For myself, I have noticed that eating to appetite, even before shifting to a higher SFA and lower sugar and PUFA diet due to other issues, was not enough to gain weight, and that I almost needed to force an overfeeding state. This seems to remain true, but I would not want to continue if most of this weight will be fat. Is it possible that trying to override the natural satiety of SFA by purposely overeating is something not considered by this model of health and metabolism?
Thanks to both of you,
Dave
@davemoriarty2
I hear what you are saying - but I am not sure we can trust much of the research - they seem to be "looking for" a result ( eating red meat is evil) and they find it. For some reason those studies seem to always have added excess carbohydrates as part of the mix. I am biased - but I see a definite agenda in what research gets grant money.
I can say that I lift - eat low carb - eat mostly sat-fats - avoid PUFA - and I'm not having weight problems (did in the past eating carbs). My take is that eating sat-fats reduces my hunger. I don't think forced feeding is the norm.
But - I would also say that there is MUCH - very MUCH - we don't know - very little high quality research that doesn't trigger my junk science warning lights.
Most of the successful weight lifters do supplement with pure protein (read the labels).

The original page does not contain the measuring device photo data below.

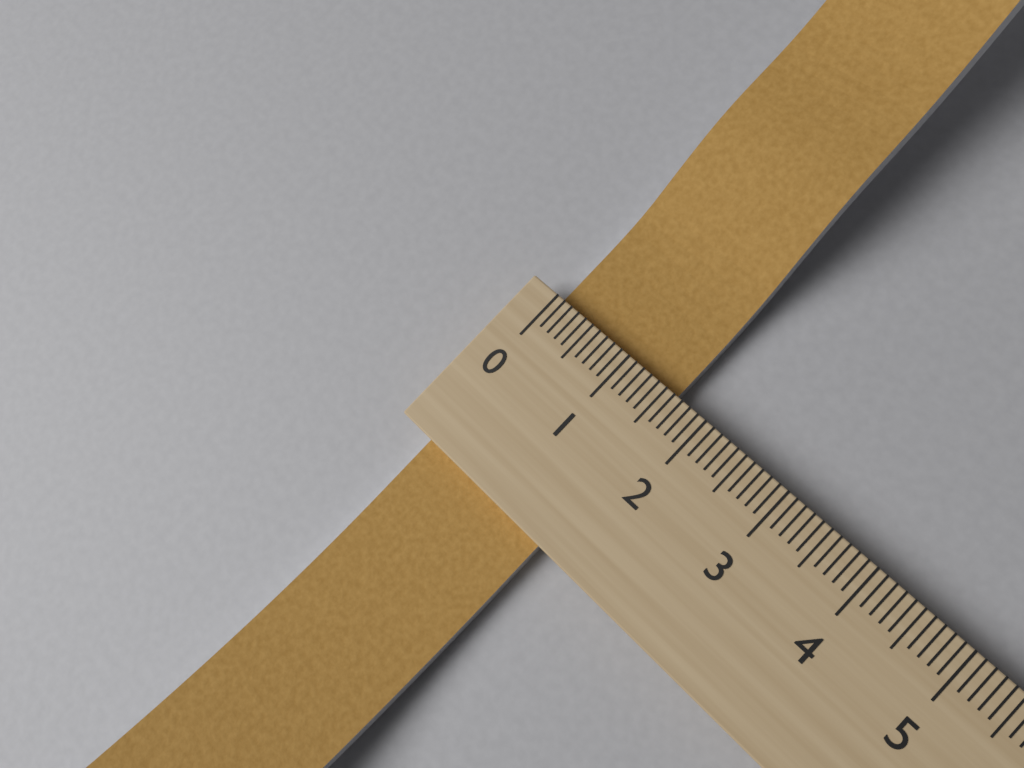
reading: 1.6 (no unit)
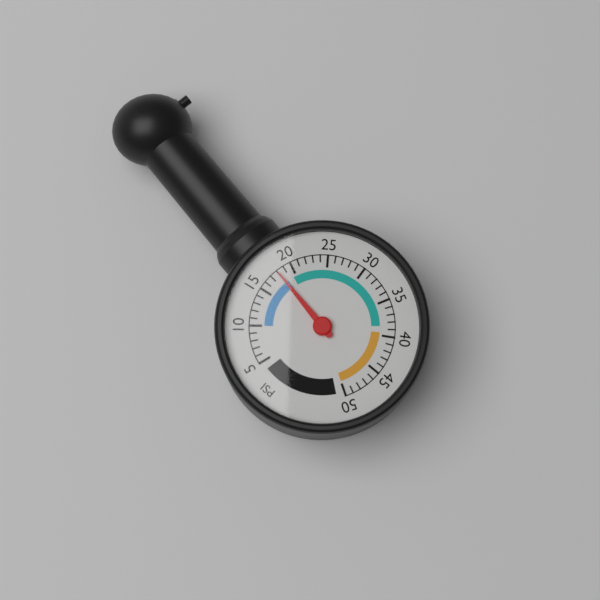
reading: 18 psi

One has to gain weight to gain strength - and that means eating enough protein. (because I am low-carb - I have to be sure to get enough salt-potassium-magnesium as well).

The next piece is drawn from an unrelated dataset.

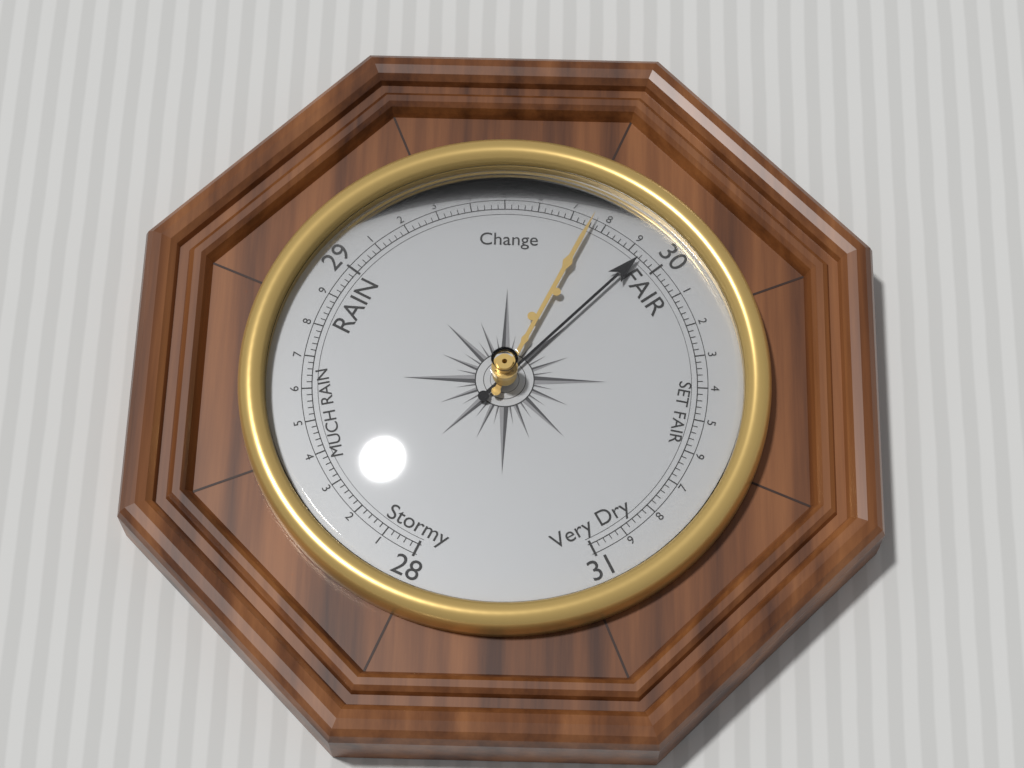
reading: 29.94 (no unit)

I started off with decades of back problems - defied my MD's advise and started doing bar-bell training (as opposed to exercise) - (look up Rippetoe) once I could squat half my weight - the pain was gone. (pain is a great motivator) At 65 I can squat 275lb - my fasting BG went from 96 to 84 as I made gains. Even if I eat some carbs my postprandial BG doesn't go up past 110 anymore. Having good strength - muscle mass - seems like a very good idea. I think MD's should advise people to be able to squat their body-weight as a minimum.
Actually davemoriarty2, it looks too me that you are in an utterly ideal position to run an n=1 experiment. You won't kill yourself acutely with a bottle of corn oil... Not sure I'd do it long term but a month should let you track fat % even on something as simple as a set of impedance scales, without doing any lasting damage.
Peter
Extra muscle is a great disposal site for blood glucose.
Hi Peter,
Thanks for your response. I have not been adding the corn oil, but just some white rice and peanut butter here and there on top of high SFA and low sugar. Still no veggie oils.

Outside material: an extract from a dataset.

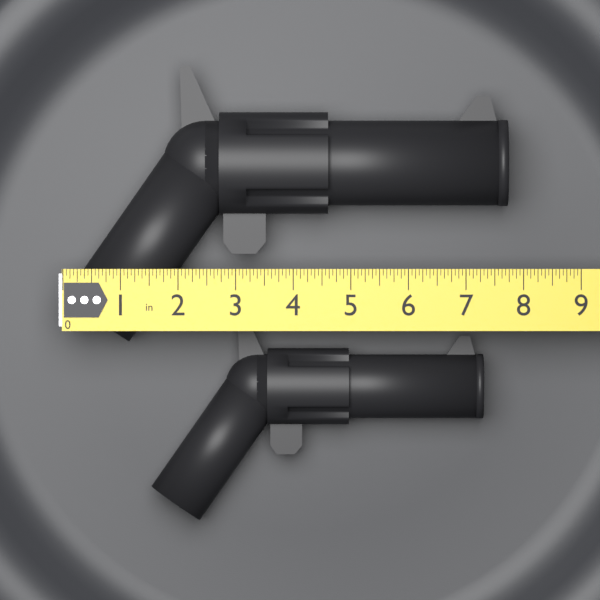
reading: 7.7500 in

I was wondering on a more general sense, if one wants to first and foremost take care of their liver, can liver fat only be reduced on a weight loss or maintenance? For example, if one is avoiding sugar and veggie oils and is eating right for their liver, but is putting on a few pounds out of choice, is this getting in the way of the liver healing?
Thank you again,
Dave
Hi Dave,
Having pondered for a while I would expect that although you might well increase liver lipid by overeating and produce some degree of hepatic insulin resistance using beef dripping, the question is whether this might be pathological or physiological. Systemic moderate elevation in insulin (secondary to reduced hepatic extraction) would build some fat in adipocytes and some muscle too, which is what you want. Also, if you do manage to accumulate significant amounts of hepatic lipid, does it matter? Can you damage liver tissue by peroxidising palmitic acid? I think not. With PUFA, generating lipid peroxides is a mater of amount, rather than if at all. Adding extra palmitate, by paid overfeeding, to a background of hearthealthypolyunsaturates might be more of a problem.
The papers on supplementing PUFA without paid overfeeding are few and far between and extraordinarily poorly done. Except the Sydney Diet Heart Study and the Minnesota Coronary Experiment, both of which killed enough people that they were buried for decades. The studies that is, not the people. Though I guess the people were too.
Peter
Sorry, what is "paid overfeeding"? Forced overfeeding, perhaps?